Not enough visibility

But more is needed. Further surveying of Railpen’s membership on the visibility of its sustainable ownership project shows there is a long way to go. Two-thirds of members polled said they had not seen any communications from the scheme on its sustainable ownership activity and 76% had not seen any of its sustainable ownership reports.

“[With a 25% response rate] we were pleased with the results,” Escott says. “If you can talk about how you are implementing stewardship of people’s savings and how you are influencing companies that they’ve heard of on issues that they care about and you can tell them a good story on that, that is a really good way to improve member engagement overall.”

Additional engagement came in the form of intimate conversations with beneficiaries. Railpen hosted four member round tables facilitated by language and communications specialist firm Quietroom because it wanted an external and objective perspective, says Escott. Two round tables involved members considered to be engaged on ESG, and two were for members not engaged.

There were, however, differences between the results of the member survey and those of the round tables. In the surveys, the most important topics were fair treatment of the workforce, fair pay, climate change and biodiversity. But in the round tables governance emerged as a top concern.

Paul Lee, head of stewardship and sustainable investment strategy at investment consultancy Redington, says Railpen is not alone in this mission: pension schemes want to know about the issues that matter most to them, although few have made it as far as Railpen to find out. “A number of schemes are interested in exploring this and taking if forward, and just trying to work out how best to do it,” says Lee.

It also helps reinforce the perspectives that trustees already have, Lee adds, and gives them more confidence in their dialogue with the organisations they are trying to engage with and change the behaviours of, such as companies, fund managers and the public policy sphere.

Joanna Sharples, chief investment officer of defined contribution solutions at consulting firm Aon, says member engagement is becoming a hugely exciting area.

Providing information on ESG issues engages members, she adds. “In the past we might have spent time talking about investing in equities more generally, but if you can share a case study about a particular company that is making an impact, that is really powerful.”

Nest egg

Nest, the UK’s state-backed £22bn pension fund, has also upped its game on this front. Paul Todd, Nest’s director of investment development and delivery, tells Capital Monitor how it has reached out to its one million members to articulate its responsible investment approach.

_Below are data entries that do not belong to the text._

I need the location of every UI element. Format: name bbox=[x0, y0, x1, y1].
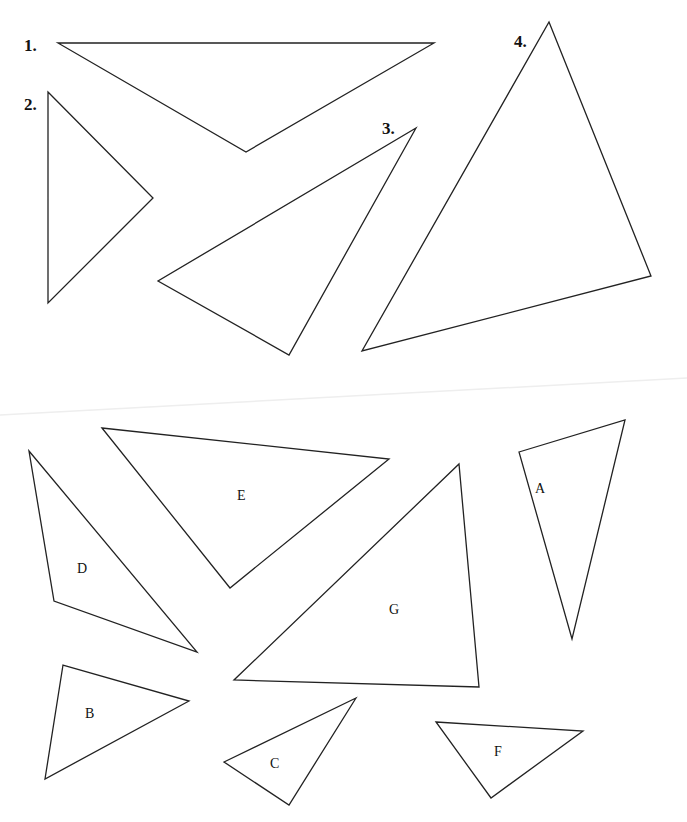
triangle-E: E bbox=[102, 428, 389, 588]
triangle-B: B bbox=[45, 665, 189, 779]
triangle-G-label: G bbox=[389, 602, 399, 617]
triangle-F: F bbox=[436, 722, 583, 798]
triangle-C: C bbox=[224, 698, 356, 805]
triangle-E-shape bbox=[102, 428, 389, 588]
triangle-B-shape bbox=[45, 665, 189, 779]
triangle-F-label: F bbox=[494, 744, 502, 759]
triangle-D-label: D bbox=[77, 561, 87, 576]
triangle-3-label: 3. bbox=[382, 119, 395, 138]
triangle-C-label: C bbox=[270, 756, 279, 771]
triangle-C-shape bbox=[224, 698, 356, 805]
triangle-E-label: E bbox=[237, 488, 246, 503]
triangle-1-shape bbox=[58, 43, 434, 152]
paper-fold-line bbox=[0, 378, 687, 415]
triangle-2: 2. bbox=[24, 92, 153, 303]
triangle-4: 4. bbox=[362, 22, 651, 351]
triangle-A: A bbox=[519, 420, 625, 639]
triangle-3: 3. bbox=[158, 119, 416, 355]
triangle-G: G bbox=[234, 464, 479, 687]
triangle-2-label: 2. bbox=[24, 95, 37, 114]
triangle-D-shape bbox=[29, 451, 197, 652]
triangle-4-label: 4. bbox=[514, 32, 527, 51]
triangle-A-label: A bbox=[535, 481, 546, 496]
triangle-3-shape bbox=[158, 128, 416, 355]
triangle-F-shape bbox=[436, 722, 583, 798]
triangle-2-shape bbox=[48, 92, 153, 303]
triangle-4-shape bbox=[362, 22, 651, 351]
triangle-worksheet: 1.2.3.4.EDAGBCF bbox=[0, 0, 687, 822]
triangle-B-label: B bbox=[85, 706, 94, 721]
triangle-D: D bbox=[29, 451, 197, 652]
triangle-1: 1. bbox=[24, 36, 434, 152]
triangle-G-shape bbox=[234, 464, 479, 687]
triangle-A-shape bbox=[519, 420, 625, 639]
triangle-1-label: 1. bbox=[24, 36, 37, 55]
triangles-canvas: 1.2.3.4.EDAGBCF bbox=[0, 0, 687, 822]
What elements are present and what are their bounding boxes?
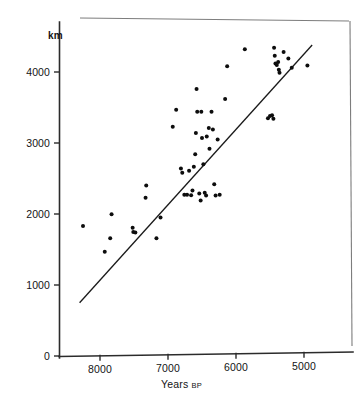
frame-top-line bbox=[80, 18, 349, 21]
data-point bbox=[193, 152, 197, 156]
scatter-plot-figure: km 01000200030004000 8000700060005000 Ye… bbox=[0, 0, 363, 415]
data-point bbox=[197, 191, 201, 195]
x-tick-label-5000: 5000 bbox=[274, 361, 334, 372]
data-point bbox=[81, 224, 85, 228]
data-point bbox=[276, 60, 280, 64]
data-point bbox=[218, 193, 222, 197]
data-point bbox=[171, 125, 175, 129]
y-tick-label-2000: 2000 bbox=[0, 209, 50, 220]
y-tick-label-3000: 3000 bbox=[0, 138, 50, 149]
data-point bbox=[286, 57, 290, 61]
data-point bbox=[187, 169, 191, 173]
data-point bbox=[200, 136, 204, 140]
data-point bbox=[225, 64, 229, 68]
data-point bbox=[270, 113, 274, 117]
data-point bbox=[180, 171, 184, 175]
plot-canvas bbox=[0, 0, 363, 415]
data-point bbox=[204, 194, 208, 198]
data-point bbox=[199, 110, 203, 114]
data-point bbox=[272, 46, 276, 50]
data-point bbox=[278, 71, 282, 75]
data-point bbox=[207, 147, 211, 151]
data-point bbox=[223, 97, 227, 101]
data-point bbox=[210, 110, 214, 114]
x-tick-label-6000: 6000 bbox=[206, 362, 266, 373]
data-point bbox=[214, 194, 218, 198]
x-axis-title-main: Years bbox=[161, 378, 188, 390]
regression-trend-line bbox=[80, 45, 313, 303]
data-point bbox=[243, 47, 247, 51]
data-point bbox=[205, 135, 209, 139]
data-point bbox=[189, 193, 193, 197]
data-point bbox=[174, 108, 178, 112]
data-point bbox=[133, 230, 137, 234]
data-point bbox=[103, 250, 107, 254]
data-point bbox=[194, 131, 198, 135]
data-point bbox=[195, 110, 199, 114]
data-point bbox=[190, 189, 194, 193]
data-point bbox=[154, 236, 158, 240]
data-point bbox=[199, 199, 203, 203]
data-point bbox=[290, 66, 294, 70]
data-point bbox=[108, 236, 112, 240]
y-axis-unit-label: km bbox=[48, 31, 63, 41]
frame-right-line bbox=[350, 21, 352, 346]
data-point bbox=[144, 196, 148, 200]
data-point bbox=[271, 117, 275, 121]
data-point bbox=[211, 128, 215, 132]
data-point bbox=[282, 50, 286, 54]
data-point bbox=[185, 193, 189, 197]
data-point bbox=[216, 137, 220, 141]
data-point bbox=[192, 165, 196, 169]
data-point bbox=[195, 87, 199, 91]
data-point bbox=[179, 167, 183, 171]
data-point bbox=[305, 64, 309, 68]
x-axis-title-suffix: BP bbox=[191, 381, 202, 390]
x-axis-title: Years BP bbox=[0, 379, 363, 390]
y-tick-label-1000: 1000 bbox=[0, 280, 50, 291]
data-point bbox=[273, 54, 277, 58]
data-point bbox=[159, 216, 163, 220]
y-tick-label-0: 0 bbox=[0, 351, 50, 362]
x-tick-label-7000: 7000 bbox=[138, 363, 198, 374]
data-point bbox=[212, 182, 216, 186]
data-point bbox=[131, 226, 135, 230]
x-axis-line bbox=[59, 352, 353, 357]
y-tick-label-4000: 4000 bbox=[0, 67, 50, 78]
data-point bbox=[144, 184, 148, 188]
x-tick-label-8000: 8000 bbox=[70, 364, 130, 375]
data-point bbox=[207, 126, 211, 130]
data-points-group bbox=[81, 46, 309, 254]
data-point bbox=[110, 212, 114, 216]
data-point bbox=[201, 162, 205, 166]
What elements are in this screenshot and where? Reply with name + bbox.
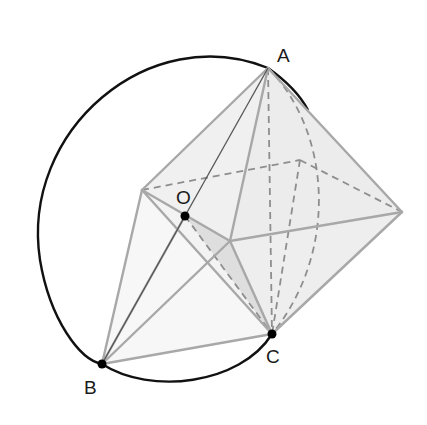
point-o: [181, 212, 190, 221]
label-b: B: [84, 377, 97, 398]
point-c: [268, 330, 277, 339]
label-c: C: [266, 346, 280, 367]
geometry-diagram: A O B C: [0, 0, 427, 425]
point-b: [98, 360, 107, 369]
label-a: A: [277, 45, 290, 66]
label-o: O: [176, 187, 191, 208]
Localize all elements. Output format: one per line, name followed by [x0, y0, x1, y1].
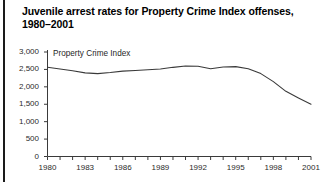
- x-tick-label: 1980: [31, 164, 65, 172]
- x-tick-label: 1992: [181, 164, 215, 172]
- x-tick-label: 1998: [256, 164, 290, 172]
- chart-title: Juvenile arrest rates for Property Crime…: [22, 5, 322, 31]
- y-tick-label: 0: [5, 153, 39, 161]
- axes: [48, 50, 312, 157]
- x-tick-label: 1983: [68, 164, 102, 172]
- y-tick-label: 1,500: [5, 100, 39, 108]
- y-tick-label: 1,000: [5, 118, 39, 126]
- y-tick-label: 2,000: [5, 83, 39, 91]
- x-tick-label: 1995: [219, 164, 253, 172]
- series-line-property-crime-index: [48, 66, 312, 104]
- chart-figure: Juvenile arrest rates for Property Crime…: [0, 0, 332, 182]
- y-tick-label: 500: [5, 135, 39, 143]
- x-tick-label: 1986: [106, 164, 140, 172]
- plot-area: 05001,0001,5002,0002,5003,000 1980198319…: [0, 40, 332, 182]
- x-tick-marks: [48, 157, 312, 161]
- chart-title-line-1: Juvenile arrest rates for Property Crime…: [22, 5, 294, 17]
- x-tick-label: 2001: [294, 164, 328, 172]
- x-tick-label: 1989: [143, 164, 177, 172]
- chart-title-line-2: 1980–2001: [22, 18, 322, 31]
- series-annotation-label: Property Crime Index: [53, 49, 130, 58]
- y-tick-label: 2,500: [5, 65, 39, 73]
- chart-canvas: [0, 40, 332, 182]
- y-tick-marks: [44, 52, 48, 157]
- y-tick-label: 3,000: [5, 48, 39, 56]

“Emails… were spread throughout the year, with some planned at specific times to complement announcements – we sent an email on climate change in September when Cop26 [the climate summit in Glasgow in November last year] was in the headlines across the country.”

Nest has also arranged visits with members to investments. In October 2021, some members toured a solar farm that Nest is invested in. The pension fund has also partnered with Tumelo, a software system, to run a pilot giving members a better understanding of where their money goes.

“It’s important the wider pension industry doesn’t assume responsible investing is the silver bullet that can achieve everything," says Todd. Nest's research found that responsible investment communications built trust and confidence, but was less effective at driving first-time pension engagement.

Very much like what it takes to move governments and corporates to their way of thinking, no doubt.